I lost a guy on Wednesday — not dead, quit. Marcus, twenty-four, good worker, just couldn't take it. Told me at lunch he was done, handed me his hard hat, and walked to his car. I didn't argue. You can't convince a man to suffer if he doesn't want to. The mines taught me that. The ones who stayed in the mines were the ones who had no other option or the ones who were too stubborn to admit they had other options. I was the second kind. Marcus had options. Good for Marcus.
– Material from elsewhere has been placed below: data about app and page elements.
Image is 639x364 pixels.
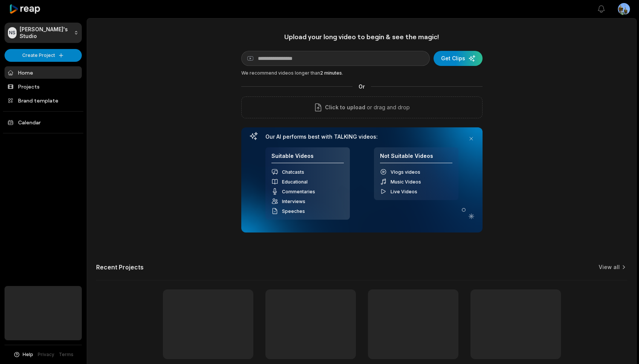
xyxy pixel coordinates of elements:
button: Get Clips [434,51,483,66]
span: Commentaries [282,189,316,194]
p: or drag and drop [365,103,410,112]
h4: Not Suitable Videos [380,153,452,163]
span: Music Videos [391,179,421,185]
span: Interviews [282,199,305,204]
div: We recommend videos longer than . [241,70,483,77]
a: View all [599,263,620,271]
a: Privacy [38,351,54,357]
span: Vlogs videos [391,169,420,175]
h3: Our AI performs best with TALKING videos: [266,133,459,140]
p: [PERSON_NAME]'s Studio [20,26,71,39]
span: Speeches [282,208,305,214]
button: Help [13,351,33,357]
a: Brand template [5,94,82,107]
h1: Upload your long video to begin & see the magic! [241,32,483,41]
div: NS [8,27,17,38]
a: Projects [5,80,82,93]
a: Home [5,66,82,79]
span: Click to upload [325,103,365,112]
h4: Suitable Videos [272,153,344,163]
span: Chatcasts [282,169,305,175]
span: 2 minutes [320,70,342,76]
span: Educational [282,179,308,185]
span: Or [352,82,371,91]
a: Calendar [5,116,82,128]
span: Help [22,351,33,357]
button: Create Project [5,49,82,62]
span: Live Videos [391,189,418,194]
h2: Recent Projects [96,263,144,271]
a: Terms [59,351,74,357]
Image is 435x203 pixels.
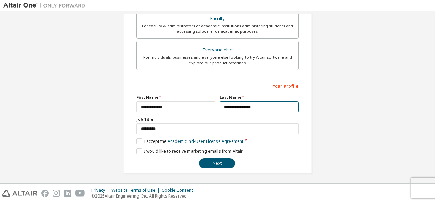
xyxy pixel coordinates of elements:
[162,188,197,193] div: Cookie Consent
[64,190,71,197] img: linkedin.svg
[53,190,60,197] img: instagram.svg
[111,188,162,193] div: Website Terms of Use
[141,23,294,34] div: For faculty & administrators of academic institutions administering students and accessing softwa...
[199,158,235,169] button: Next
[141,45,294,55] div: Everyone else
[136,95,215,100] label: First Name
[141,55,294,66] div: For individuals, businesses and everyone else looking to try Altair software and explore our prod...
[91,193,197,199] p: © 2025 Altair Engineering, Inc. All Rights Reserved.
[2,190,37,197] img: altair_logo.svg
[136,139,244,144] label: I accept the
[136,80,299,91] div: Your Profile
[136,117,299,122] label: Job Title
[168,139,244,144] a: Academic End-User License Agreement
[75,190,85,197] img: youtube.svg
[141,14,294,24] div: Faculty
[220,95,299,100] label: Last Name
[3,2,89,9] img: Altair One
[41,190,49,197] img: facebook.svg
[91,188,111,193] div: Privacy
[136,148,243,154] label: I would like to receive marketing emails from Altair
When it's this hot, you don't want heavy food. You want cold food, light food, food that doesn't require standing in front of a stove. This is where Betty's cucumber and onion salad comes in. It's the simplest thing in the world: slice cucumbers thin, slice a sweet onion thin, put them in a bowl with white vinegar, a little sugar, salt, pepper, and enough water to make it almost soupy. Let it sit in the fridge for at least an hour. The vinegar pickles the cucumbers slightly, the sugar balances the acid, and the onion mellows from sharp to sweet. You eat it cold, straight from the bowl, with a fork or a spoon or honestly your fingers if nobody's looking.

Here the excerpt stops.